The average hijacking ransom brings in the equivalent of the export of 1,650 head of cattle, while keeping hostages – 1,016 were captured in 2010 – provides jobs for local cooks, producers and traders, according to the report by Chatham House. It calculates up to 100 people are needed to secure every hijacked ship.

"Piracy appears to lead to widespread economic development," says report author Anja Shortland, who argues the flow of ransom payments has helped to boost the local exchange rate, to raise real wages and to reduce inflation.

In the absence of a functioning state that has failed to eliminate al-Qaeda-linked rebels further south, the report says pirates provide "local governance and stability."

Seed money from ransoms, which garnered a record $135-million last year, has helped set up dozens of trucking companies that have reduced transport costs for staples such as rice, even as global inflation bit hard and a regional food crisis helped plunge Somalia further south of pirate strongholds into famine.

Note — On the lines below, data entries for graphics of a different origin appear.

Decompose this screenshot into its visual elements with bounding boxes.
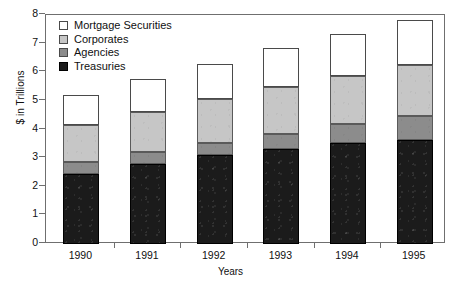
bar-segment-treasuries[interactable] bbox=[63, 174, 99, 244]
bar-segment-mortgage[interactable] bbox=[330, 34, 366, 76]
y-axis-tick-label: 6 bbox=[8, 65, 38, 75]
x-axis-title: Years bbox=[0, 266, 461, 277]
legend-item-label: Treasuries bbox=[74, 61, 126, 72]
y-axis-tick-label: 8 bbox=[8, 8, 38, 18]
bar-segment-corporates[interactable] bbox=[330, 76, 366, 124]
x-axis-tick-label: 1992 bbox=[184, 249, 244, 261]
x-axis-tick bbox=[114, 243, 115, 248]
legend-swatch-icon bbox=[59, 48, 68, 57]
x-axis-tick-label: 1995 bbox=[384, 249, 444, 261]
bar-segment-agencies[interactable] bbox=[397, 116, 433, 139]
x-axis-tick-label: 1993 bbox=[250, 249, 310, 261]
bar-segment-treasuries[interactable] bbox=[330, 143, 366, 244]
bar-segment-corporates[interactable] bbox=[397, 65, 433, 116]
bar-1992[interactable] bbox=[197, 15, 233, 244]
bar-segment-corporates[interactable] bbox=[63, 125, 99, 162]
bar-segment-agencies[interactable] bbox=[263, 134, 299, 149]
legend-swatch-icon bbox=[59, 62, 68, 71]
legend: Mortgage SecuritiesCorporatesAgenciesTre… bbox=[59, 19, 172, 73]
legend-swatch-icon bbox=[59, 21, 68, 30]
bar-segment-mortgage[interactable] bbox=[197, 64, 233, 100]
legend-item-agencies[interactable]: Agencies bbox=[59, 46, 172, 60]
bar-segment-corporates[interactable] bbox=[197, 99, 233, 143]
y-axis-tick-label: 5 bbox=[8, 94, 38, 104]
bar-1995[interactable] bbox=[397, 15, 433, 244]
x-axis-tick bbox=[247, 243, 248, 248]
bar-segment-mortgage[interactable] bbox=[397, 20, 433, 65]
bar-1993[interactable] bbox=[263, 15, 299, 244]
bar-segment-agencies[interactable] bbox=[63, 162, 99, 174]
bar-segment-corporates[interactable] bbox=[130, 112, 166, 152]
legend-swatch-icon bbox=[59, 35, 68, 44]
bar-segment-agencies[interactable] bbox=[130, 152, 166, 165]
stacked-bar-chart: $ in Trillions 012345678 199019911992199… bbox=[0, 0, 461, 287]
x-axis-tick bbox=[380, 243, 381, 248]
x-axis-tick-label: 1990 bbox=[50, 249, 110, 261]
legend-item-mortgage[interactable]: Mortgage Securities bbox=[59, 19, 172, 33]
y-axis-tick-label: 4 bbox=[8, 123, 38, 133]
bar-segment-treasuries[interactable] bbox=[397, 140, 433, 244]
bar-segment-treasuries[interactable] bbox=[130, 164, 166, 244]
y-axis-tick-label: 7 bbox=[8, 37, 38, 47]
x-axis-tick bbox=[180, 243, 181, 248]
y-axis-tick-label: 1 bbox=[8, 208, 38, 218]
bar-segment-treasuries[interactable] bbox=[197, 155, 233, 244]
legend-item-corporates[interactable]: Corporates bbox=[59, 33, 172, 47]
x-axis-tick bbox=[314, 243, 315, 248]
bar-segment-mortgage[interactable] bbox=[263, 48, 299, 86]
bar-segment-mortgage[interactable] bbox=[63, 95, 99, 124]
bar-segment-corporates[interactable] bbox=[263, 87, 299, 134]
legend-item-treasuries[interactable]: Treasuries bbox=[59, 60, 172, 74]
bar-1994[interactable] bbox=[330, 15, 366, 244]
y-axis-tick-label: 2 bbox=[8, 180, 38, 190]
x-axis-tick-label: 1994 bbox=[317, 249, 377, 261]
bar-segment-treasuries[interactable] bbox=[263, 149, 299, 244]
y-axis-tick-label: 0 bbox=[8, 237, 38, 247]
bar-segment-agencies[interactable] bbox=[197, 143, 233, 155]
legend-item-label: Corporates bbox=[74, 34, 128, 45]
x-axis-tick-label: 1991 bbox=[117, 249, 177, 261]
legend-item-label: Mortgage Securities bbox=[74, 20, 172, 31]
y-axis-tick-label: 3 bbox=[8, 151, 38, 161]
legend-item-label: Agencies bbox=[74, 47, 119, 58]
bar-segment-mortgage[interactable] bbox=[130, 79, 166, 112]
bar-segment-agencies[interactable] bbox=[330, 124, 366, 143]
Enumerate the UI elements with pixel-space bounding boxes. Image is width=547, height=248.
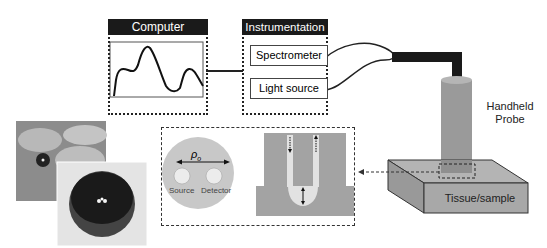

While UN Secretary-General Ban Ki-moon says Somali piracy is "completely unacceptable" and British Prime Minister David Cameron calls it "a complete stain on our world," policy makers have to date scrambled unsuccessfully to come up with a series of measures to combat it.

"Naval forces have so far been unable to make the oceans safe from Somali piracy," says a report from the U.K.'s foreign affairs committee this year, noting 36 per cent of the world's traded materials – about 28,000 vessels – moves through the high-risk area off the Somali coast.

Many diplomats and UN officials say land and sea solutions must be combined, deploying everything from firepower and court cases to forming alternative employment, but Ms. Shortland argues excessive force on land will undermine efforts to halt piracy.

"[Some] are talking about military intervention on the beach – shooting fishing vessels to smithereens is a different approach from the land-based approach one might be thinking of: I just have a feeling that bombing them might be the expensive solution," Ms. Shortland told the Financial Times before publishing the report. While the report acknowledges some piracy money goes into drugs and flashy cars, Ms. Shortland, a development economist at Brunel University, argues instead that the benefits stretch far wider than a pirate financier elite. She says any abrupt military solution that stopped piracy would deprive thousands of people of jobs and "quite noticeable trickle-down."

By assessing nighttime light emissions seen from satellites and by comparing daylight satellite imagery over time, Ms. Shortland argues provincial towns in pirate regions have seen "massive investment" since 2002.

However, some coastal communities have failed to experience the same economic boom.

"If one wanted to look for friends for a land-based solution, one might be able to exploit the disappointment of the coastal communities," she said. "The fact that [previous pirate stronghold] Eyl has managed to push pirates out rather suggests the local community might be able to deny pirates a base."

The U.K., which says it may triple aid to Somalia during five years, is among those to deploy both carrots and increasingly strong sticks. As part of a $250-million five-year aid package to Somalia, the U.K. wants to focus on "wealth creation" by initiating 45,000 jobs nationwide, including support to fisheries and livestock industries in the main pirate region. Yet it also supplies warships and has in past months reversed its policy to allow armed private security on board U.K.-flagged ships, a decision some consider imprudent given that it has not published any guidance about the use of force.

A U.K. spokesman told the Financial Times there had been "progress" in tackling piracy, including "cutting-edge work to intercept financial flows" and backing for prisons that house about 1,000 pirates.